Every city has some nice patches to walk on. The real test is whether these nice patches are connected to each other. In Miami conurbation, generally a quite destitute car-centric wasteland, has some lovely walkable beach parks and cozy shopping centres, but when you try to walk from one such place to another, you definitely end up stranded on a sidewalkless road somewhere.

The reason for the walkable islands problem is political or administrative. An area, a block or two, is given to a single developer. This ensures a more or less coherent design for that area. It may be a good or bad design, but it will be more or less coherent as envisioned by the developer. At the same time it often also ensures that there will be no cohesion with anything around that area.

A related political problem is the current hype of bike infrastructure. When a city expresses willingness for bike infrastructure projects, they get funding more easily. In reality the city councillors are always far more concerned about preserving the car infrastructure: Talk about bike infrastructure is just to get the funding. So when it comes to actually building for bikes, the bike infrastructure is either placed incoherently in quiet streets that do not strictly need any special bike infrastructure or alongside highways that lead into bushes outside the city centre. The do *not* build infrastructure in busy highway-like central city streets where it is needed the most and where it would effectively moderate other traffic. And whatever bike infrastructure they build is uncontiguous and disjointed; there will be no unified network of bike lanes ever. All this is in evidence in Montreal and I have not seen "urbanists" take proper notice until very recently.

Hauptbahnhof test

This test involves walkability starting with a city's main railway station. I have mentioned earlier on this forum the walkability of airport surroundings for the same purpose. If main stations, ports and transport hubs are not approachable by pedestrians, then they are not meant for travelling. But main stations, ports and transport hubs are definitionally meant for travelling, so they should definitionally accommodate pedestrian travel also.

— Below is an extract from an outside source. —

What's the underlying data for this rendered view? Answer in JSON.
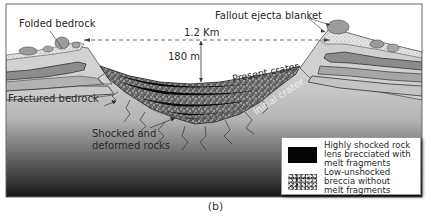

Privatised underground city

Sometimes in city centres traffic is deemed so dense that some of it is moved underground, be it rail, motor or pedestrians. When people are moved underground, it is rather hostile to let them walk in plain tunnels, so it is considered friendlier to surround them with some shops and the like. Moving pedestrians underground can be bolstered with the argument of saving them from weather, but plans of this kind transparently award a single firm a construction of what is essentially a massive underground shopping centre. This can have poor outcomes such as leaving the surface traffic unfixed or being even detrimental to it, if the entire idea is that constructing an underground shopping centre is in and of itself the fix. Shopping centres tend to hit smaller shops in the same area, meaning that the commercial atmosphere on the surface street may suffer. And finally, shopping centres tend to be closed outside shopping hours and in those times pedestrians would have to face the situation on the surface as it has become, even though the underground infrastructure was supposed to spare them from it.